A new spam policy for “back button hijacking”

Overall reaction to Google’s new policy

  • Many welcome the change and say it’s long overdue; back-button traps are described as one of the most hated modern web dark patterns.
  • Others are skeptical it will be effective, seeing SEO rules as yet another cat-and-mouse game spammers will route around.
  • Some point out the irony that Google’s own products (YouTube, AMP, News, “open in app” prompts) already degrade navigation and UX.

Browser-level fix vs. search-policy fix

  • A recurring view: browsers should have been designed so back-button hijacking is impossible, or fixed directly now (e.g., special handling of history, permissions, or “previous origin” navigation).
  • A counterargument (including from someone citing Chrome’s prior attempts): technical heuristics are fragile in an adversarial setting; a policy hammer via search ranking is more realistic.
  • Suggestions include: history APIs as explicit permissions, distinguishing “web app” APIs, detecting frantic back-press patterns, or building immutable/tree-like history.

Legitimate vs abusive uses of the History API

  • Defenders cite valid uses:
    • SPAs like mail, chat, or video sites maintaining in-app navigation without full reloads.
    • E‑commerce variants, filters, and galleries that make specific states bookmarkable and shareable.
    • Modals, image viewers, map position, game state, multi-step forms.
  • Critics argue SPAs often abuse history, break true “back” semantics, and add complexity and bugs; many say SPAs should have their own in-app back buttons instead.
  • Concern: how will Google distinguish legitimate SPA navigation from deceptive history stuffing or redirect loops? Fear of false positives, especially for common routers and libraries.

Wider “web encrapification” complaints

  • Thread broadens into frustration with:
    • Overlays, cookie banners, surveys, “are you sure you want to leave?” prompts.
    • Scroll hijacking, Ctrl‑F / keyboard shortcut hijacking, right-click blocking.
    • Paywalls showing up in search and 3rd‑party ad scripts manipulating UX.
  • Many argue that JavaScript-heavy, ad-driven designs and tracking incentives are the root problem; some pine for a simpler, document-centric web.

Workarounds and user tools

  • Users share coping strategies: opening everything in new tabs, long-press/right-click back history, ad blockers and “annoyance” filters, reader mode, or disabling JS per site.
  • Some note Firefox- or userscript-based tweaks to limit pushState or prevent shortcut takeover, but these are seen as expert-only workarounds rather than real fixes.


(Problem requirements):
Without any pictures, output the records exactly as they are.

(Given data):
****************

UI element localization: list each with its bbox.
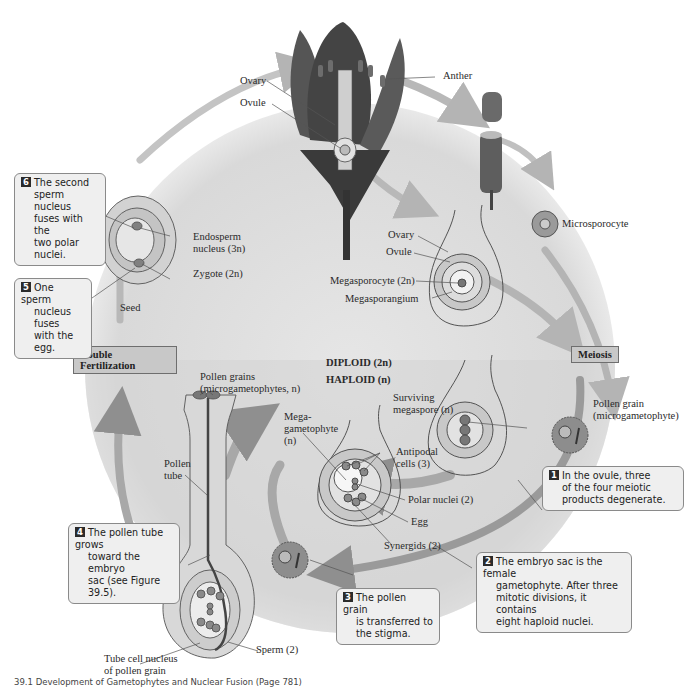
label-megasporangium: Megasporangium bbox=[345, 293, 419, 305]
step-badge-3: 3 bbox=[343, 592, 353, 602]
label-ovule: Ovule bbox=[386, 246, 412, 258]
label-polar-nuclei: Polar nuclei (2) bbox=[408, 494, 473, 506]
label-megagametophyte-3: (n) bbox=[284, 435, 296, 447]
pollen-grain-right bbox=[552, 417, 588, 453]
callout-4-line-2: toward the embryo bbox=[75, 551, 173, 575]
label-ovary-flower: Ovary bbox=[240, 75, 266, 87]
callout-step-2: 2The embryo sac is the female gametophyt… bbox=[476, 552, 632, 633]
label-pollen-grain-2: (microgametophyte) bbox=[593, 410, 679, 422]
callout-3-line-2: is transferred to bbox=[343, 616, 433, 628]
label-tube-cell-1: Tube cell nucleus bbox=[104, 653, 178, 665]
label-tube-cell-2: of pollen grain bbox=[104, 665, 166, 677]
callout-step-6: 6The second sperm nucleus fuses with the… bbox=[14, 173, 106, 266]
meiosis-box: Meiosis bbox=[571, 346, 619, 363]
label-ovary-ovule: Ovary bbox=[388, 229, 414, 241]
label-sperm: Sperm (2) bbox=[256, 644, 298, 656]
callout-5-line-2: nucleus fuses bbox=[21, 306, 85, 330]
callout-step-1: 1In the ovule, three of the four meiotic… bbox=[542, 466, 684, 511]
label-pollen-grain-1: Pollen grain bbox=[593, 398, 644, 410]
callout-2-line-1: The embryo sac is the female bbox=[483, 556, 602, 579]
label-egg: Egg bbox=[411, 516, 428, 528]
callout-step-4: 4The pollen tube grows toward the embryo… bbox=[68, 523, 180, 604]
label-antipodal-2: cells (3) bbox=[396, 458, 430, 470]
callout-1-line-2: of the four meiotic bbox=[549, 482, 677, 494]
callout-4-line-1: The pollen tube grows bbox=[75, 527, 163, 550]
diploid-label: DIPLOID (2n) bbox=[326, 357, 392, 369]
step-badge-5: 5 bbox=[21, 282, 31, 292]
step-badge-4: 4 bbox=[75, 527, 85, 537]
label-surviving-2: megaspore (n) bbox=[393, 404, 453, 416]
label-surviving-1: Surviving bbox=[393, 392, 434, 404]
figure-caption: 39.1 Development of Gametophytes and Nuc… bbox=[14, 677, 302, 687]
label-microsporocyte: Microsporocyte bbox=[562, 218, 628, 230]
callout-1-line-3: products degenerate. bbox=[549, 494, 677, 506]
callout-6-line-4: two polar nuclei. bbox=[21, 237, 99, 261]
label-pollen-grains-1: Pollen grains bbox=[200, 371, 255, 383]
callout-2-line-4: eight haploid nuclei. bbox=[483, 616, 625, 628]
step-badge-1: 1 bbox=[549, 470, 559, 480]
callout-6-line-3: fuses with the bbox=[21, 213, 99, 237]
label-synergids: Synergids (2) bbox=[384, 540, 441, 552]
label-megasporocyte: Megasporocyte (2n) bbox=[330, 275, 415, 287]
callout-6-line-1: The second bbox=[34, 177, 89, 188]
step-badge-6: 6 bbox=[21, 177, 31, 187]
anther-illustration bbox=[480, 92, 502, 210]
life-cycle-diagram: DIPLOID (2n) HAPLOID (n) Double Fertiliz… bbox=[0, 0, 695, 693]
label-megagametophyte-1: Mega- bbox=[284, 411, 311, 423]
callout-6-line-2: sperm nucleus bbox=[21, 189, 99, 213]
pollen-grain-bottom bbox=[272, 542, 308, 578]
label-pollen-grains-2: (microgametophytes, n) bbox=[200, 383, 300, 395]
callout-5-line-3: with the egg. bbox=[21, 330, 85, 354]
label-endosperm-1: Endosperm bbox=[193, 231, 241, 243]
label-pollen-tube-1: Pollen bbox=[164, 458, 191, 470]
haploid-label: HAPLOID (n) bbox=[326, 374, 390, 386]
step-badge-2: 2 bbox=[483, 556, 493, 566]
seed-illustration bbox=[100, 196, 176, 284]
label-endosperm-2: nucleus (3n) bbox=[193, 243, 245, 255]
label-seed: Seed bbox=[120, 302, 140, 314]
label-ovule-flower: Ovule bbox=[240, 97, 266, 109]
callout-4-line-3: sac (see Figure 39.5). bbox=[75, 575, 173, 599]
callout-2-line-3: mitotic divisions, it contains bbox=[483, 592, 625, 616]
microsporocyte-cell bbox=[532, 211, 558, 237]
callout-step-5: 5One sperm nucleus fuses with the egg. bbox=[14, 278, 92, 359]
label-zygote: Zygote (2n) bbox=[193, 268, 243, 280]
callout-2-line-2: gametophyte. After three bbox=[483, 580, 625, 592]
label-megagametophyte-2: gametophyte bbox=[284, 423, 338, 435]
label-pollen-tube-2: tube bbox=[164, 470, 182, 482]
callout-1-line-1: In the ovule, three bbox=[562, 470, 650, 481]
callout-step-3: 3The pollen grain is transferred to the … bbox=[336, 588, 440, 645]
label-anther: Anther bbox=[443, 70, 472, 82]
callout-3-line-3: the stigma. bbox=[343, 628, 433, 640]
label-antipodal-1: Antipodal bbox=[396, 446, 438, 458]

****************

(Answer for the task):
UI element localization: list each with its bbox.
label-megasporangium: Megasporangium bbox=[345, 293, 419, 305]
step-badge-3: 3 bbox=[343, 592, 353, 602]
label-ovule: Ovule bbox=[386, 246, 412, 258]
label-polar-nuclei: Polar nuclei (2) bbox=[408, 494, 473, 506]
label-megagametophyte-3: (n) bbox=[284, 435, 296, 447]
pollen-grain-right bbox=[552, 417, 588, 453]
callout-4-line-2: toward the embryo bbox=[75, 551, 173, 575]
label-ovary-flower: Ovary bbox=[240, 75, 266, 87]
callout-step-2: 2The embryo sac is the female gametophyt… bbox=[476, 552, 632, 633]
label-pollen-grain-2: (microgametophyte) bbox=[593, 410, 679, 422]
callout-3-line-2: is transferred to bbox=[343, 616, 433, 628]
label-tube-cell-1: Tube cell nucleus bbox=[104, 653, 178, 665]
label-tube-cell-2: of pollen grain bbox=[104, 665, 166, 677]
callout-step-6: 6The second sperm nucleus fuses with the… bbox=[14, 173, 106, 266]
meiosis-box: Meiosis bbox=[571, 346, 619, 363]
label-ovary-ovule: Ovary bbox=[388, 229, 414, 241]
label-sperm: Sperm (2) bbox=[256, 644, 298, 656]
callout-5-line-2: nucleus fuses bbox=[21, 306, 85, 330]
callout-step-1: 1In the ovule, three of the four meiotic… bbox=[542, 466, 684, 511]
label-pollen-grain-1: Pollen grain bbox=[593, 398, 644, 410]
callout-2-line-1: The embryo sac is the female bbox=[483, 556, 602, 579]
label-egg: Egg bbox=[411, 516, 428, 528]
callout-step-4: 4The pollen tube grows toward the embryo… bbox=[68, 523, 180, 604]
label-antipodal-2: cells (3) bbox=[396, 458, 430, 470]
callout-1-line-2: of the four meiotic bbox=[549, 482, 677, 494]
callout-4-line-1: The pollen tube grows bbox=[75, 527, 163, 550]
diploid-label: DIPLOID (2n) bbox=[326, 357, 392, 369]
step-badge-5: 5 bbox=[21, 282, 31, 292]
step-badge-4: 4 bbox=[75, 527, 85, 537]
label-surviving-2: megaspore (n) bbox=[393, 404, 453, 416]
label-surviving-1: Surviving bbox=[393, 392, 434, 404]
figure-caption: 39.1 Development of Gametophytes and Nuc… bbox=[14, 677, 302, 687]
label-microsporocyte: Microsporocyte bbox=[562, 218, 628, 230]
callout-1-line-3: products degenerate. bbox=[549, 494, 677, 506]
callout-6-line-4: two polar nuclei. bbox=[21, 237, 99, 261]
label-pollen-grains-1: Pollen grains bbox=[200, 371, 255, 383]
callout-2-line-4: eight haploid nuclei. bbox=[483, 616, 625, 628]
step-badge-1: 1 bbox=[549, 470, 559, 480]
callout-6-line-3: fuses with the bbox=[21, 213, 99, 237]
label-synergids: Synergids (2) bbox=[384, 540, 441, 552]
label-megasporocyte: Megasporocyte (2n) bbox=[330, 275, 415, 287]
callout-6-line-1: The second bbox=[34, 177, 89, 188]
step-badge-6: 6 bbox=[21, 177, 31, 187]
anther-illustration bbox=[480, 92, 502, 210]
life-cycle-diagram: DIPLOID (2n) HAPLOID (n) Double Fertiliz… bbox=[0, 0, 695, 693]
label-megagametophyte-1: Mega- bbox=[284, 411, 311, 423]
callout-6-line-2: sperm nucleus bbox=[21, 189, 99, 213]
pollen-grain-bottom bbox=[272, 542, 308, 578]
label-pollen-grains-2: (microgametophytes, n) bbox=[200, 383, 300, 395]
callout-5-line-3: with the egg. bbox=[21, 330, 85, 354]
label-endosperm-1: Endosperm bbox=[193, 231, 241, 243]
label-pollen-tube-1: Pollen bbox=[164, 458, 191, 470]
haploid-label: HAPLOID (n) bbox=[326, 374, 390, 386]
step-badge-2: 2 bbox=[483, 556, 493, 566]
seed-illustration bbox=[100, 196, 176, 284]
label-endosperm-2: nucleus (3n) bbox=[193, 243, 245, 255]
label-seed: Seed bbox=[120, 302, 140, 314]
label-ovule-flower: Ovule bbox=[240, 97, 266, 109]
callout-4-line-3: sac (see Figure 39.5). bbox=[75, 575, 173, 599]
callout-2-line-3: mitotic divisions, it contains bbox=[483, 592, 625, 616]
microsporocyte-cell bbox=[532, 211, 558, 237]
callout-step-5: 5One sperm nucleus fuses with the egg. bbox=[14, 278, 92, 359]
label-zygote: Zygote (2n) bbox=[193, 268, 243, 280]
callout-2-line-2: gametophyte. After three bbox=[483, 580, 625, 592]
label-megagametophyte-2: gametophyte bbox=[284, 423, 338, 435]
label-pollen-tube-2: tube bbox=[164, 470, 182, 482]
callout-1-line-1: In the ovule, three bbox=[562, 470, 650, 481]
callout-step-3: 3The pollen grain is transferred to the … bbox=[336, 588, 440, 645]
label-anther: Anther bbox=[443, 70, 472, 82]
callout-3-line-3: the stigma. bbox=[343, 628, 433, 640]
label-antipodal-1: Antipodal bbox=[396, 446, 438, 458]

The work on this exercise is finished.